● Task prompt
Restate all the lines below word for word, but omit the pictures.

### Input material ###

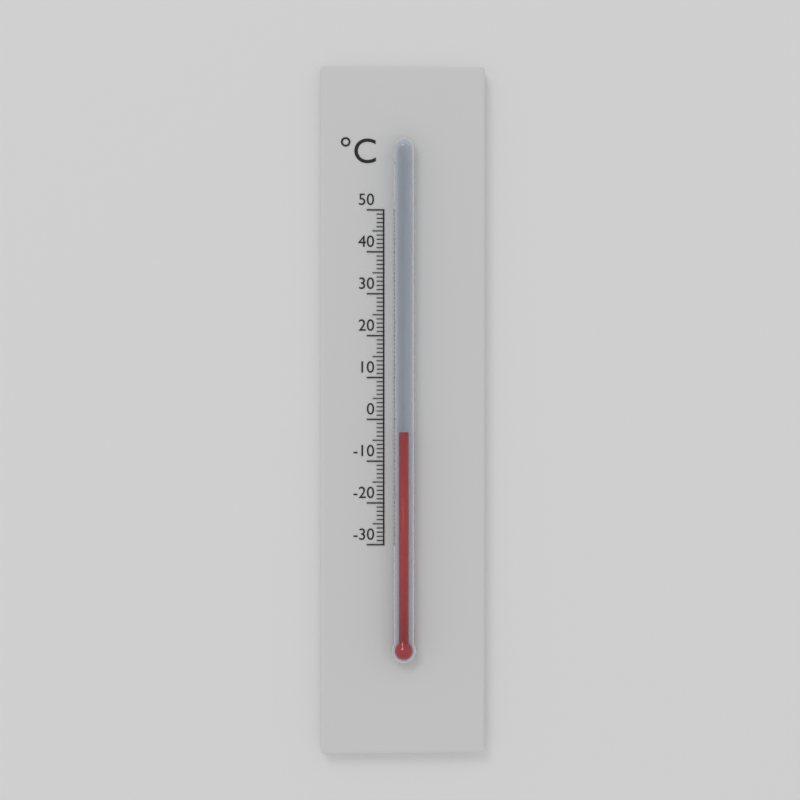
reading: -3 °C
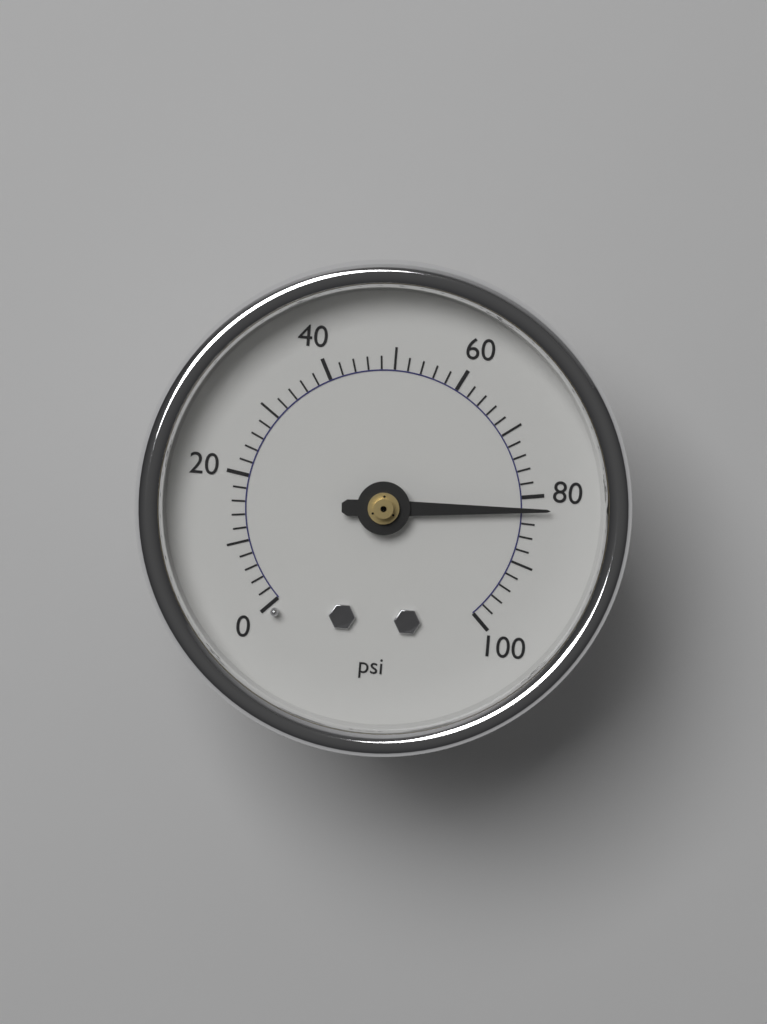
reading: 82 psi
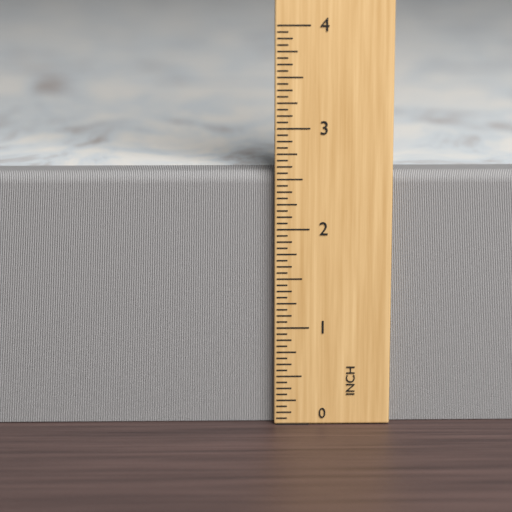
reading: 2.5625 in
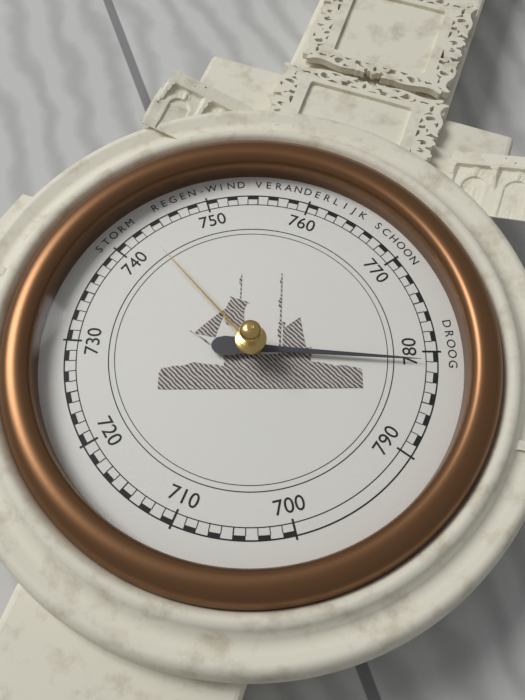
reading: 781 mmHg
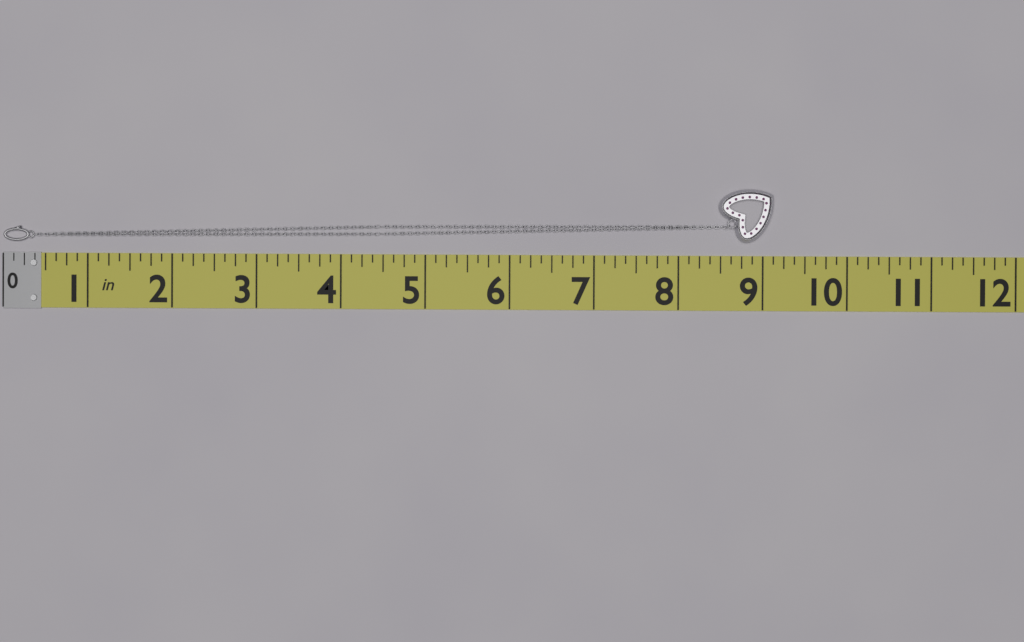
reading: 9.125 in
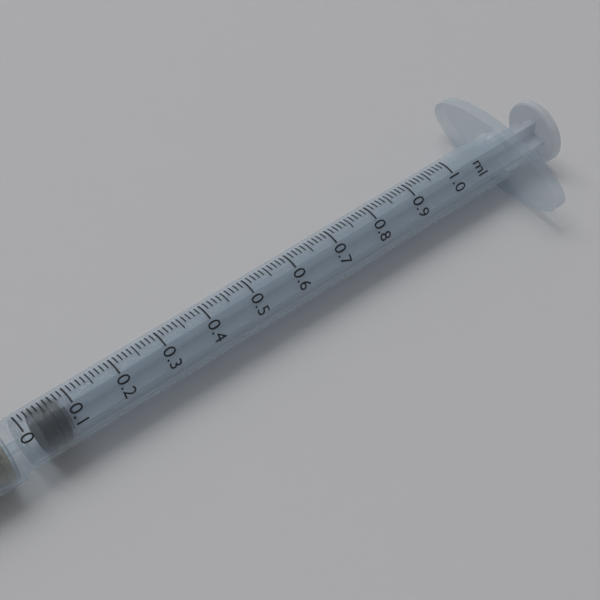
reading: 0.03 ml
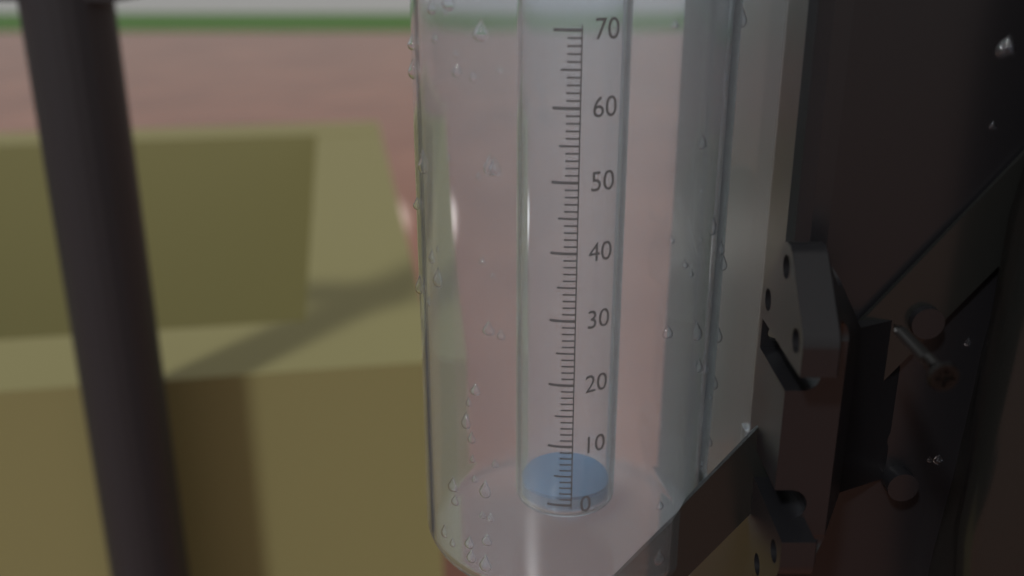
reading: 1 (no unit)
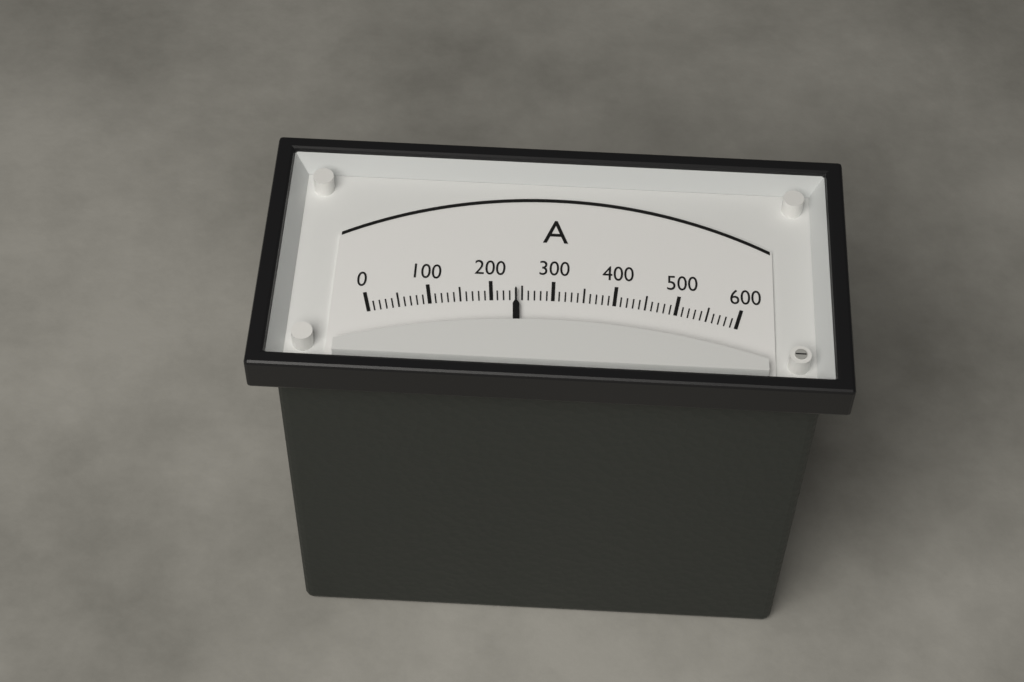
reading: 240 A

###

● Reply
reading: -3 °C
reading: 82 psi
reading: 2.5625 in
reading: 781 mmHg
reading: 9.125 in
reading: 0.03 ml
reading: 1 (no unit)
reading: 240 A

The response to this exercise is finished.